We present the KL3M tokenizers, a family of specialized tokenizers for legal, financial, and governmental text. Despite established work on tokenization, specialized tokenizers for professional domains remain understudied. Our paper offers two main contributions to this area.

First, we introduce domain-specific BPE tokenizers for legal, financial, and governmental text. Our kl3m-004-128k-cased tokenizer uses 9-17% fewer tokens than GPT-4o and Llama3 for domain-specific documents, despite having a smaller vocabulary. For specialized terminology, our cased tokenizer is even more efficient, using up to 83% fewer tokens for legal terms and 39% fewer tokens for financial terms.

Second, we develop character-level BPE tokenizers (4K, 8K, and 16K vocabulary sizes) for text correction tasks like OCR post-processing. These tokenizers keep consistent token boundaries between error-containing and correct text, making it easier for models to learn correction patterns.

These tokenizers help professional applications by fitting more text in context windows, reducing computational needs, and preserving the meaning of domain-specific terms. Our analysis shows these efficiency gains directly benefit the processing of long legal and financial documents. We release all tokenizers and code through GitHub and Hugging Face to support further research in specialized tokenization.

Paper

This repository contains the LaTeX source code for the paper "KL3M Tokenizers: A Family of Domain-Specific and Character-Level Tokenizers for Legal, Financial, and Preprocessing Applications."

Building the Paper

To build the paper, you need LaTeX installed on your system. We provide a Makefile to simplify the build process:

# Build the paper
cd kl3m-tokenizer-paper && make

# Clean and rebuild
make rebuild

Paper Structure

The paper is organized into the following sections:

  • Introduction: Overview of tokenization challenges in specialized domains
  • Background: Review of tokenization methods and related work
  • Methodology: Description of our tokenizer development approach
  • Evaluation: Evaluation methodology and metrics
  • Results: Comparison with other tokenizers and performance analysis
  • Discussion: Implications for domain-specific applications
  • Conclusion: Summary and future work
  • Appendix: Additional details and analyses

Code

The repository includes the Python code used to analyze tokenizer performance and generate figures for the paper.

Environment Setup

The Python environment is managed with uv.

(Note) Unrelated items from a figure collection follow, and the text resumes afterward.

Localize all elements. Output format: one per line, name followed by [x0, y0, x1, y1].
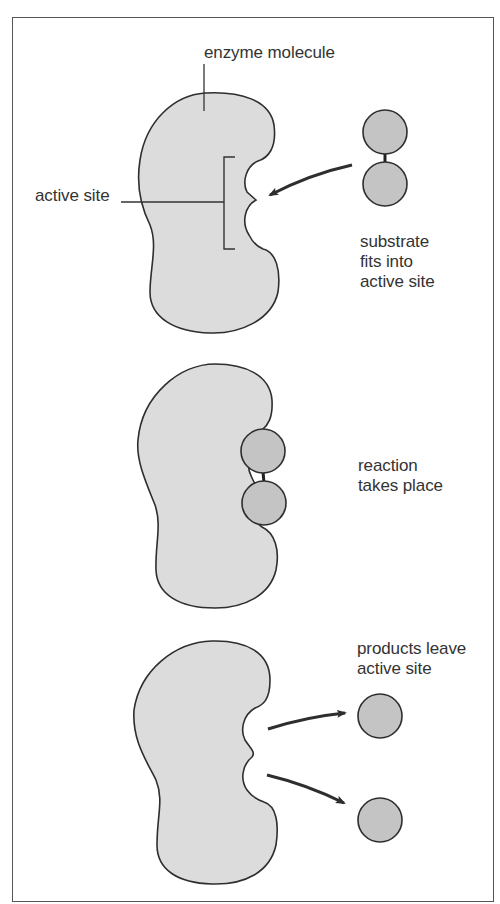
enzyme-molecule-label: enzyme molecule	[204, 43, 335, 63]
product-top-circle	[358, 694, 402, 738]
product-bottom-circle	[358, 798, 402, 842]
bound-substrate-top-circle	[241, 429, 285, 473]
panel-substrate-binding	[121, 64, 407, 333]
substrate-top-circle	[363, 110, 407, 154]
bound-substrate-bottom-circle	[242, 481, 286, 525]
substrate-bottom-circle	[363, 162, 407, 206]
panel-reaction	[138, 364, 286, 608]
active-site-label: active site	[35, 186, 110, 206]
caption-line: active site	[357, 659, 432, 679]
binding-arrow-icon	[270, 165, 352, 195]
product-arrow-bottom-icon	[267, 775, 344, 803]
caption-line: fits into	[360, 252, 413, 272]
caption-line: active site	[360, 272, 435, 292]
product-arrow-top-icon	[268, 713, 345, 729]
caption-line: products leave	[357, 639, 466, 659]
enzyme-molecule-shape	[134, 641, 277, 884]
caption-line: substrate	[360, 232, 429, 252]
enzyme-diagram	[0, 0, 500, 904]
caption-line: reaction	[358, 456, 418, 476]
caption-line: takes place	[358, 476, 443, 496]
enzyme-molecule-shape	[138, 93, 278, 333]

To set up the environment:

cd kl3m-tokenizer-paper/src
uv venv
uv pip install -e .

Analysis Scripts

The main analysis scripts are:

  • token_efficiency_analysis.py: Compares token counts across different tokenizers
  • token_size_distribution.py: Analyzes token length distribution
  • domain_term_analysis.py: Evaluates tokenization of domain-specific terminology

Running the Code

To run the analysis scripts:

cd kl3m-tokenizer-paper/src
uv run python token_efficiency_analysis.py
uv run python token_size_distribution.py
uv run python domain_term_analysis.py

Figures and Results

The figures/ directory contains the output from our analyses:

  • Token efficiency comparisons (token_efficiency_*.{png,pdf})
  • Token size distributions (token_size_*.{png,pdf})
  • Domain-specific term analyses (domain_term_*.{csv,txt})

These figures demonstrate the efficiency gains achieved by our specialized tokenizers compared to general-purpose tokenizers when processing domain-specific text.

Replication Guide

To replicate our results:

  1. Clone this repository
  2. Set up the Python environment as described in Environment Setup
  3. Run the analysis scripts as described in Running the Code
  4. The scripts will generate figures and data files in the figures/ directory
  5. Build the paper using the Makefile to see how the results are incorporated

For access to the tokenizers:

Citation

If you use our tokenizers or refer to our work, please cite:

@inproceedings{bommarito2025kl3m,
  title={KL3M Tokenizers: A Family of Domain-Specific and Character-Level Tokenizers for Legal, Financial, and Preprocessing Applications},
  author={Bommarito II, Michael J. and Katz, Daniel Martin and Bommarito, Jillian},
  booktitle={Proceedings of...},
  year={2025}
}

License

This project uses dual licensing:

This means you are free to use and build upon our code (under MIT terms) and cite our research findings (under CC-BY 4.0 terms).